There was the possibility that it was for her own sick entertainment. It wouldn’t have been the first time. There was the chance that because of that jealousy of hers she was playing a little game. So much about power. I asked her mother once if she thought Emily might have a tendency toward jealousy. Penelope laughed. In fact, she shrieked—I’d never seen this ladylike woman ever do that. Emily’s mother, the woman who’d watched her little girl, her eldest child, grow amid the chaos of her parents’ marriage falling apart, as her own sense of guilt expanded. That motherly guilt was so deep that she had come to accede to everyth
ing her daughter asked for—every allowance, every dispensation—so that she had come to accept the bitterness with which Emily addressed her as “Mother,” even in a conversation void of hostility, unlike James, who called her “Mummy,” so that Penelope knew the power of a word more powerful than any other, more powerful than “Father.” Emily’s mother, the woman who had stood by and watched her daughter twisting and warping into a machine that shut off any regard for its own motives, a machine that retained a pipeline from motive to action but never, one could begin to conclude, a means for going back to motive and asserting control over it. What, after all, was her own mother’s motive for her actions all those years ago?

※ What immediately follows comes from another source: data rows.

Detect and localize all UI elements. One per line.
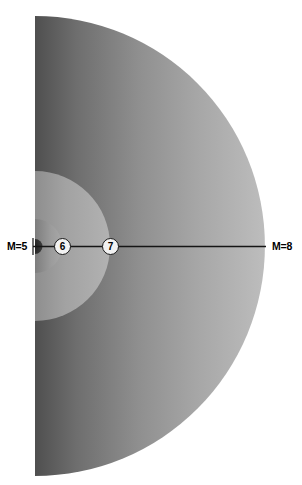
node-marker-6-label: 6 — [60, 241, 66, 251]
node-marker-6: 6 — [54, 238, 71, 255]
node-marker-7-label: 7 — [108, 241, 114, 251]
label-m8: M=8 — [272, 241, 292, 252]
magnitude-semicircle-figure — [0, 0, 302, 485]
node-marker-7: 7 — [102, 238, 119, 255]
label-m5: M=5 — [7, 241, 27, 252]
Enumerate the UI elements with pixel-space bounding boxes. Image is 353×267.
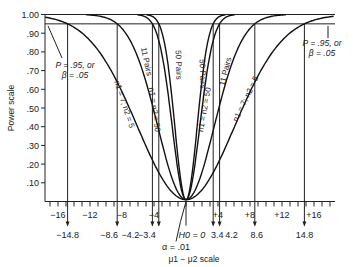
curve-label: 50 Pairs	[173, 50, 183, 80]
annotation-right-line2: β = .05	[308, 48, 336, 58]
marker-label: 14.8	[296, 230, 314, 240]
alpha-label: α = .01	[162, 242, 190, 252]
h0-label: H0 = 0	[179, 230, 206, 240]
arrow-head-icon	[157, 222, 161, 227]
power-curve-chart: 1.00.90.80.70.60.50.40.30.20.10Power sca…	[0, 0, 353, 267]
arrow-head-icon	[211, 222, 215, 227]
power-curve	[86, 15, 186, 200]
arrow-head-icon	[115, 222, 119, 227]
arrow-head-icon	[150, 222, 154, 227]
marker-label: 4.2	[225, 230, 238, 240]
y-tick-label: .20	[26, 160, 39, 170]
marker-label: −3.4	[138, 230, 156, 240]
x-tick-label: −16	[50, 210, 65, 220]
annotation-right-line1: P = .95, or	[302, 38, 342, 48]
marker-label: −14.8	[56, 230, 79, 240]
y-tick-label: .40	[26, 122, 39, 132]
annotation-left-line2: β = .05	[61, 70, 89, 80]
arrow-head-icon	[218, 222, 222, 227]
x-tick-label: +4	[213, 210, 223, 220]
curve-label: 11 Pairs	[139, 46, 154, 76]
x-tick-label: −12	[82, 210, 97, 220]
y-tick-label: .10	[26, 178, 39, 188]
x-tick-label: +16	[306, 210, 321, 220]
x-tick-label: −8	[117, 210, 127, 220]
axes	[41, 15, 335, 242]
curve-label: n1 = n2 = 50	[147, 87, 162, 133]
marker-label: −8.6	[100, 230, 118, 240]
arrow-head-icon	[302, 222, 306, 227]
marker-label: 3.4	[211, 230, 224, 240]
x-tick-label: +8	[245, 210, 255, 220]
y-tick-label: .30	[26, 141, 39, 151]
annotation-left-line1: P = .95, or	[55, 60, 95, 70]
power-curve	[186, 15, 235, 200]
curve-label: n1 = 7; n2 = 5	[231, 74, 261, 123]
arrow-head-icon	[66, 222, 70, 227]
y-axis-label: Power scale	[6, 85, 16, 132]
power-curves	[45, 15, 333, 200]
y-tick-label: .70	[26, 66, 39, 76]
x-tick-label: −4	[149, 210, 159, 220]
x-tick-label: +12	[274, 210, 289, 220]
y-tick-label: 1.00	[21, 10, 39, 20]
y-tick-label: .60	[26, 85, 39, 95]
curve-label: 50 Pairs	[197, 59, 207, 89]
marker-label: −4.2	[122, 230, 140, 240]
marker-label: 8.6	[251, 230, 264, 240]
chart-labels: 1.00.90.80.70.60.50.40.30.20.10Power sca…	[6, 10, 343, 264]
x-axis-label: μ1 − μ2 scale	[168, 254, 219, 264]
arrow-head-icon	[253, 222, 257, 227]
curve-label: n1 = 7; n2 = 5	[112, 79, 136, 129]
annotation-left-arrow	[48, 26, 62, 58]
y-tick-label: .80	[26, 47, 39, 57]
y-tick-label: .90	[26, 29, 39, 39]
y-tick-label: .50	[26, 104, 39, 114]
power-curve	[137, 15, 186, 200]
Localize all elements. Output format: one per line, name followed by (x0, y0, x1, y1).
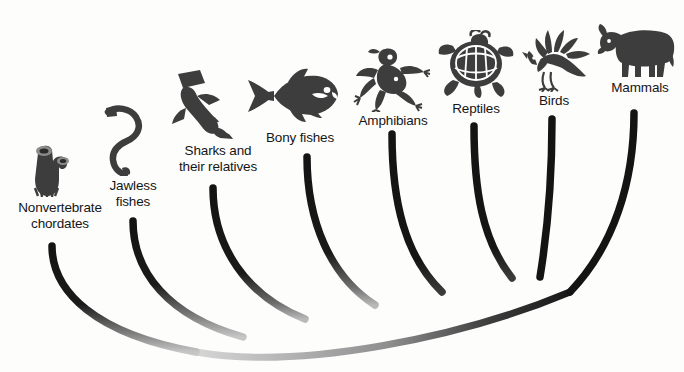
taxon-label-mammals: Mammals (600, 80, 680, 96)
taxon-label-jawless-fishes: Jawless fishes (98, 178, 168, 209)
taxon-label-bony-fishes: Bony fishes (254, 130, 346, 146)
taxon-label-nonvertebrate-chordates: Nonvertebrate chordates (8, 200, 112, 231)
branch-mammals (570, 113, 634, 292)
phylogenetic-tree-figure: Nonvertebrate chordates Jawless fishes S… (0, 0, 684, 372)
bird-icon (520, 28, 596, 92)
frog-icon (352, 46, 430, 112)
tunicate-icon (26, 139, 72, 197)
tuna-icon (244, 66, 340, 124)
branch-jawless-fishes (133, 221, 243, 337)
branch-bony-fishes (307, 157, 375, 305)
cow-icon (597, 19, 677, 79)
taxon-label-amphibians: Amphibians (348, 113, 438, 129)
branch-birds (540, 119, 552, 277)
branch-trunk (196, 292, 570, 357)
branch-sharks-and-relatives (213, 188, 305, 319)
hammerhead-shark-icon (164, 70, 244, 142)
turtle-icon (437, 30, 515, 98)
taxon-label-reptiles: Reptiles (440, 101, 512, 117)
taxon-label-sharks-and-relatives: Sharks and their relatives (168, 143, 268, 174)
branch-reptiles (474, 126, 512, 278)
branch-amphibians (392, 134, 442, 292)
branch-nonvertebrate-chordates (52, 246, 196, 352)
taxon-label-birds: Birds (526, 93, 582, 109)
lamprey-icon (100, 104, 160, 176)
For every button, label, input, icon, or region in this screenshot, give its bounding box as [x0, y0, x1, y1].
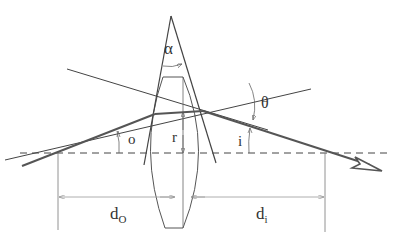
theta-label: θ	[261, 95, 269, 111]
diagram-svg	[0, 0, 401, 240]
refracted-ray	[203, 111, 370, 165]
o-angle-label: o	[128, 132, 136, 147]
ray-inside-lens	[155, 111, 203, 114]
theta-angle-arc	[249, 83, 255, 120]
do-label-sub: O	[119, 213, 127, 225]
di-label-main: d	[256, 204, 265, 223]
di-label: di	[256, 205, 268, 222]
prism-right-edge	[171, 16, 216, 163]
do-label-main: d	[110, 204, 119, 223]
do-label: dO	[110, 205, 126, 222]
i-angle-label: i	[238, 134, 242, 149]
r-label: r	[172, 130, 177, 145]
normal-line-left	[67, 69, 268, 130]
di-label-sub: i	[265, 213, 268, 225]
alpha-arc	[163, 64, 182, 67]
ray-arrowhead	[352, 157, 382, 171]
lens-prism-diagram: α θ o i r dO di	[0, 0, 401, 240]
alpha-label: α	[164, 40, 173, 57]
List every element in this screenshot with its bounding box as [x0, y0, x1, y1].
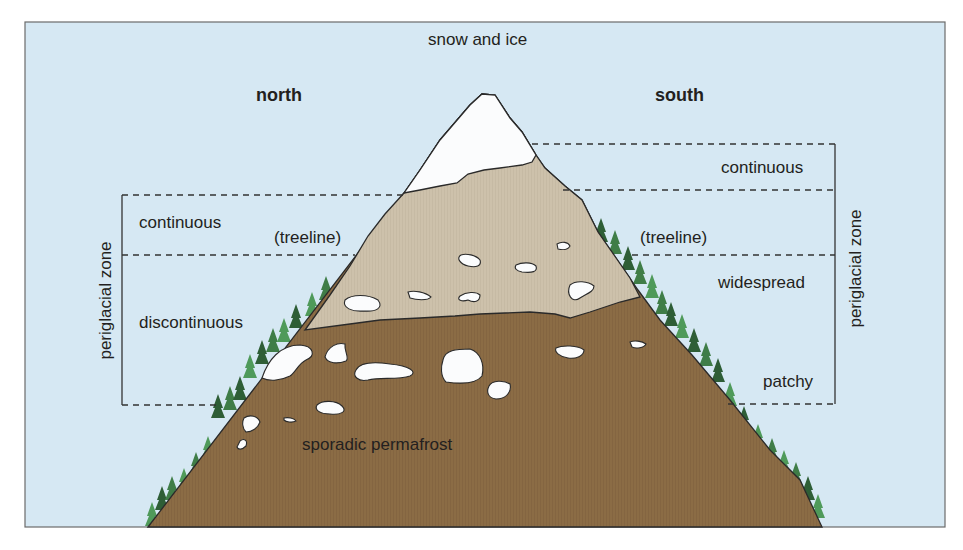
permafrost-mountain-diagram: snow and ice north south continuous disc… [0, 0, 963, 550]
sporadic-permafrost-label: sporadic permafrost [302, 436, 452, 453]
south-label: south [655, 86, 704, 104]
north-continuous-label: continuous [139, 214, 221, 231]
north-label: north [256, 86, 302, 104]
diagram-canvas [0, 0, 963, 550]
north-periglacial-zone-label: periglacial zone [97, 236, 114, 366]
south-widespread-label: widespread [718, 274, 805, 291]
south-continuous-label: continuous [721, 159, 803, 176]
snow-and-ice-label: snow and ice [428, 31, 527, 48]
south-patchy-label: patchy [763, 373, 813, 390]
south-periglacial-zone-label: periglacial zone [847, 204, 864, 334]
north-treeline-label: (treeline) [274, 229, 341, 246]
north-discontinuous-label: discontinuous [139, 314, 243, 331]
south-treeline-label: (treeline) [640, 229, 707, 246]
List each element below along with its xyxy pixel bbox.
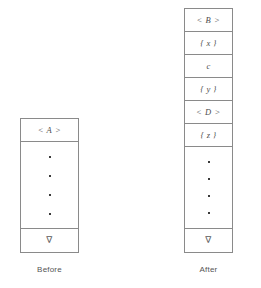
- after-stack-cell-5-label: { z }: [201, 131, 217, 140]
- nabla-icon: ∇: [46, 236, 52, 245]
- after-stack-bottom-cell: ∇: [185, 229, 232, 252]
- after-caption: After: [184, 265, 233, 274]
- stack-dot: [208, 212, 210, 214]
- before-caption: Before: [20, 265, 79, 274]
- stack-dot: [49, 175, 51, 177]
- after-stack-cell-1-label: { x }: [200, 39, 216, 48]
- after-stack-cell-5: { z }: [185, 124, 232, 147]
- after-stack-cell-3: { y }: [185, 78, 232, 101]
- stack-dot: [49, 156, 51, 158]
- after-stack-cell-4: < D >: [185, 101, 232, 124]
- before-stack-header-cell: < A >: [21, 119, 78, 142]
- before-stack-body-cell: [21, 142, 78, 229]
- after-stack-cell-4-label: < D >: [196, 108, 221, 117]
- stack-diagram-figure: < A > ∇ Before < B > { x } c { y } < D >: [0, 0, 261, 288]
- after-stack-cell-2-label: c: [206, 62, 210, 71]
- stack-dot: [208, 195, 210, 197]
- after-stack-cell-0-label: < B >: [197, 16, 221, 25]
- nabla-icon: ∇: [205, 236, 211, 245]
- after-stack-cell-1: { x }: [185, 32, 232, 55]
- before-stack: < A > ∇: [20, 118, 79, 253]
- stack-dot: [208, 161, 210, 163]
- stack-dot: [208, 178, 210, 180]
- after-stack-cell-2: c: [185, 55, 232, 78]
- stack-dot: [49, 194, 51, 196]
- after-stack-body-cell: [185, 147, 232, 229]
- after-stack-cell-0: < B >: [185, 9, 232, 32]
- stack-dot: [49, 213, 51, 215]
- after-stack: < B > { x } c { y } < D > { z } ∇: [184, 8, 233, 253]
- before-stack-header-label: < A >: [38, 126, 62, 135]
- after-stack-cell-3-label: { y }: [200, 85, 216, 94]
- before-stack-bottom-cell: ∇: [21, 229, 78, 252]
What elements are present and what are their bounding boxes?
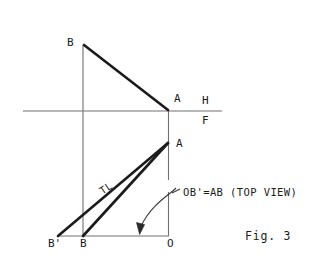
figure-caption: Fig. 3 (245, 231, 291, 243)
point-label-a-top: A (176, 138, 183, 149)
top-view-line-ab (83, 143, 168, 236)
point-label-o: O (167, 238, 174, 249)
reference-label-h: H (202, 95, 209, 106)
point-label-b-front: B (67, 37, 74, 48)
top-view-note: OB'=AB (TOP VIEW) (183, 187, 297, 198)
point-label-b-top: B (80, 238, 87, 249)
figure-canvas: B A A B' B O H F TL OB'=AB (TOP VIEW) Fi… (0, 0, 315, 269)
leader-arrow-head (137, 223, 145, 235)
leader-arrow-curve (141, 188, 176, 226)
front-view-line-ab (84, 45, 168, 110)
point-label-a-front: A (174, 93, 181, 104)
point-label-b-prime: B' (48, 238, 61, 249)
reference-label-f: F (202, 115, 209, 126)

She could only remember her own jealousy when she learned of that woman, of Robin, her former husband, and that woman, that woman who now shared her name, which was his name; she could only feel now the jealous knife that cut into her bone—and cut into Emily’s, too, as she told me the story—when the sales assistant at Harvey Nicks, where Penelope had left a pearl-drop earring that had needed repair, had produced instead a diamond necklace for Mrs. Hampton-Wyvern, the new Mrs. Hampton-Wyvern, just one bloody month after Robin and that woman had married. Oh, yes, Penelope knew all about her daughter’s jealousy.
That should have been the beginning and the end of it, but of course it was not. Not for me, who is every bit a part of an age, a West, that identifies pathology in the strong emotions, in jealousy, hatred, and rage. Could she really be jealous? This gentle English flower, this model of restraint, the very embodiment of moderation and measure, projecting an image of calm judgment and good sense, never adding emphasis, never making a dramatic gesture with the hands, never raising her voice. Emily was a woman without strong opinions on anything unless a strong opinion would further her professional interests. How could she be jealous of me? What on earth did she fear (as if fear might prompt it)? She had men falling about her like fruit from a tree, no, from an orchard of trees, an orchard in an earthquake, all there for her picking. But she’d wanted me and I was so flattered—couldn’t she see I was flattered? Wasn’t that enough to head off her jealousy?